Microscopic view of tick-derived protein molecules binding to immune system chemokines in laboratory research

Tick Protein Discovery Opens Door to Better RA, MS Drugs

🀯 Mind Blown

Scientists at Monash University discovered a tick protein that blocks two types of immune signals at once, a breakthrough that could lead to more effective treatments for rheumatoid arthritis, multiple sclerosis, and other inflammatory diseases. This natural protein works differently than anything found before.

A protein from one of nature's most notorious parasites might hold the key to treating millions of people suffering from autoimmune diseases.

Researchers at Monash University in Australia have discovered a unique protein in ticks that can simultaneously block two major types of immune signals called chemokines. These signals normally help your body fight infections, but when they malfunction, they can trigger diseases like rheumatoid arthritis, multiple sclerosis, inflammatory bowel disease, and even some cancers.

Here's why this matters: ticks have been feeding on animals for millions of years without triggering immune reactions. They do this by producing proteins called evasins that intercept the chemical alarms your immune system sends out.

Until now, scientists believed ticks needed a cocktail of different evasins to suppress immunity, with each one targeting a specific type of chemokine. But lead researchers Professor Martin Stone, Dr. Ram Bhusal, and their team found something entirely different.

The newly identified evasin can block both major classes of chemokines at once. No naturally occurring protein has ever been shown to do this before.

Tick Protein Discovery Opens Door to Better RA, MS Drugs

"This is a novel finding and represents a significant advance in the field," said Mr. Kunwar, one of the study's co-first authors. The discovery, published in the journal Structure, opens new pathways for drug development.

Why This Inspires

Current treatments for autoimmune diseases help many patients, but they don't work well for everyone. Plenty of people with rheumatoid arthritis still experience painful joint damage despite medication. Multiple sclerosis continues to progress in many patients even with the best available therapies.
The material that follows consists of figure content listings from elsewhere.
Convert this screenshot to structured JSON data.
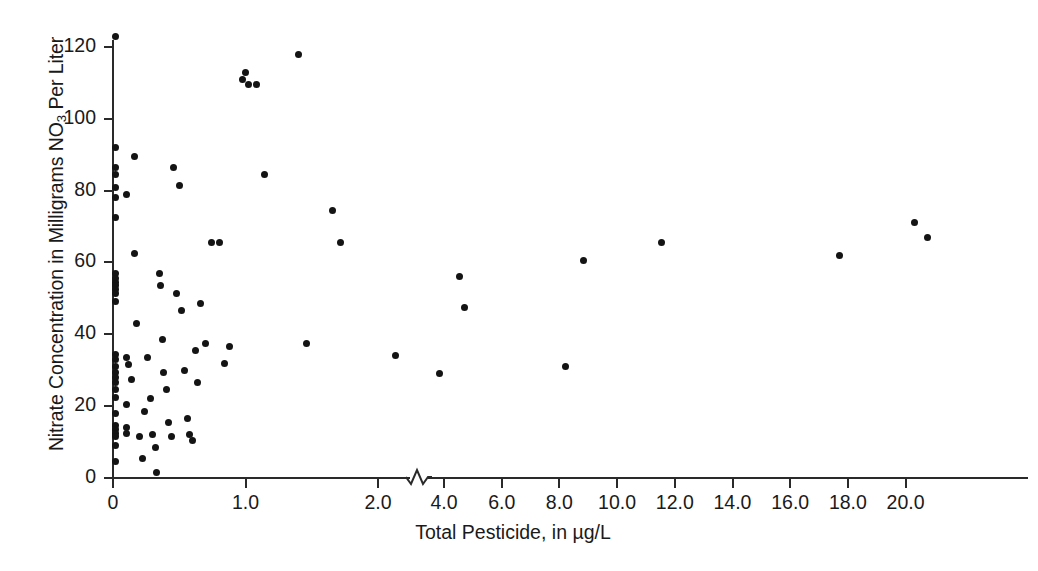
{
  "chart_data": {
    "type": "scatter",
    "title": "",
    "xlabel": "Total Pesticide, in µg/L",
    "ylabel": "Nitrate Concentration in Milligrams NO3 Per Liter",
    "ylabel_parts": {
      "before": "Nitrate Concentration in Milligrams NO",
      "sub": "3",
      "after": " Per Liter"
    },
    "xlim": [
      0,
      21.0
    ],
    "ylim": [
      0,
      128
    ],
    "grid": false,
    "legend": null,
    "axis_break": {
      "present": true,
      "between": [
        2.0,
        4.0
      ],
      "style": "zigzag"
    },
    "xticks": [
      0,
      1.0,
      2.0,
      4.0,
      6.0,
      8.0,
      10.0,
      12.0,
      14.0,
      16.0,
      18.0,
      20.0
    ],
    "xtick_labels": [
      "0",
      "1.0",
      "2.0",
      "4.0",
      "6.0",
      "8.0",
      "10.0",
      "12.0",
      "14.0",
      "16.0",
      "18.0",
      "20.0"
    ],
    "yticks": [
      0,
      20,
      40,
      60,
      80,
      100,
      120
    ],
    "ytick_labels": [
      "0",
      "20",
      "40",
      "60",
      "80",
      "100",
      "120"
    ],
    "marker": {
      "shape": "circle",
      "color": "#141414",
      "size": 7
    },
    "point_count": 96,
    "points": [
      [
        0.02,
        123.0
      ],
      [
        0.02,
        92.0
      ],
      [
        0.02,
        86.5
      ],
      [
        0.02,
        84.5
      ],
      [
        0.02,
        81.0
      ],
      [
        0.02,
        78.0
      ],
      [
        0.02,
        72.5
      ],
      [
        0.02,
        57.0
      ],
      [
        0.02,
        55.5
      ],
      [
        0.02,
        54.5
      ],
      [
        0.02,
        53.5
      ],
      [
        0.02,
        52.5
      ],
      [
        0.02,
        51.5
      ],
      [
        0.02,
        49.0
      ],
      [
        0.02,
        34.5
      ],
      [
        0.02,
        33.0
      ],
      [
        0.02,
        31.0
      ],
      [
        0.02,
        29.5
      ],
      [
        0.02,
        28.0
      ],
      [
        0.02,
        26.5
      ],
      [
        0.02,
        24.5
      ],
      [
        0.02,
        22.5
      ],
      [
        0.02,
        18.0
      ],
      [
        0.02,
        14.5
      ],
      [
        0.02,
        13.5
      ],
      [
        0.02,
        12.5
      ],
      [
        0.02,
        11.5
      ],
      [
        0.02,
        9.0
      ],
      [
        0.02,
        4.5
      ],
      [
        0.1,
        79.0
      ],
      [
        0.1,
        33.5
      ],
      [
        0.1,
        20.5
      ],
      [
        0.1,
        14.0
      ],
      [
        0.1,
        12.5
      ],
      [
        0.12,
        31.5
      ],
      [
        0.14,
        27.5
      ],
      [
        0.16,
        89.5
      ],
      [
        0.16,
        62.5
      ],
      [
        0.18,
        43.0
      ],
      [
        0.2,
        11.5
      ],
      [
        0.22,
        5.5
      ],
      [
        0.24,
        18.5
      ],
      [
        0.26,
        33.5
      ],
      [
        0.28,
        22.0
      ],
      [
        0.3,
        12.0
      ],
      [
        0.32,
        8.5
      ],
      [
        0.33,
        1.5
      ],
      [
        0.35,
        57.0
      ],
      [
        0.36,
        53.5
      ],
      [
        0.37,
        38.5
      ],
      [
        0.38,
        29.5
      ],
      [
        0.4,
        24.5
      ],
      [
        0.42,
        15.5
      ],
      [
        0.44,
        11.5
      ],
      [
        0.46,
        86.5
      ],
      [
        0.48,
        51.5
      ],
      [
        0.5,
        81.5
      ],
      [
        0.52,
        46.5
      ],
      [
        0.54,
        30.0
      ],
      [
        0.56,
        16.5
      ],
      [
        0.58,
        12.0
      ],
      [
        0.6,
        10.5
      ],
      [
        0.62,
        35.5
      ],
      [
        0.64,
        26.5
      ],
      [
        0.66,
        48.5
      ],
      [
        0.7,
        37.5
      ],
      [
        0.74,
        65.5
      ],
      [
        0.8,
        65.5
      ],
      [
        0.84,
        32.0
      ],
      [
        0.88,
        36.5
      ],
      [
        0.98,
        111.0
      ],
      [
        1.0,
        113.0
      ],
      [
        1.02,
        109.5
      ],
      [
        1.08,
        109.5
      ],
      [
        1.14,
        84.5
      ],
      [
        1.4,
        118.0
      ],
      [
        1.46,
        37.5
      ],
      [
        1.66,
        74.5
      ],
      [
        1.72,
        65.5
      ],
      [
        2.32,
        34.0
      ],
      [
        3.85,
        29.0
      ],
      [
        4.52,
        56.0
      ],
      [
        4.7,
        47.5
      ],
      [
        8.2,
        31.0
      ],
      [
        8.85,
        60.5
      ],
      [
        11.55,
        65.5
      ],
      [
        17.7,
        62.0
      ],
      [
        20.3,
        71.0
      ],
      [
        20.75,
        67.0
      ]
    ]
  },
  "axes": {
    "y_title": "Nitrate Concentration in Milligrams NO3 Per Liter",
    "x_title": "Total Pesticide, in µg/L"
  }
}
This dual-action evasin could change that equation. By blocking multiple inflammatory pathways simultaneously, it might prevent disease progression more effectively than existing drugs. The protein represents millions of years of evolutionary refinement, nature's own solution to a complex biological problem.

Dr. Devkota, the other co-first author, emphasized the practical impact: "There remains a significant need for therapies that more effectively prevent disease progression."

The research team is now working to understand exactly how this evasin binds to such different chemokine types. That knowledge could help pharmaceutical companies design new drugs that mimic its broad protective effects without the unwanted side effects of current treatments.

Sometimes the answers we need come from unexpected places, even from creatures we'd rather avoid at picnics.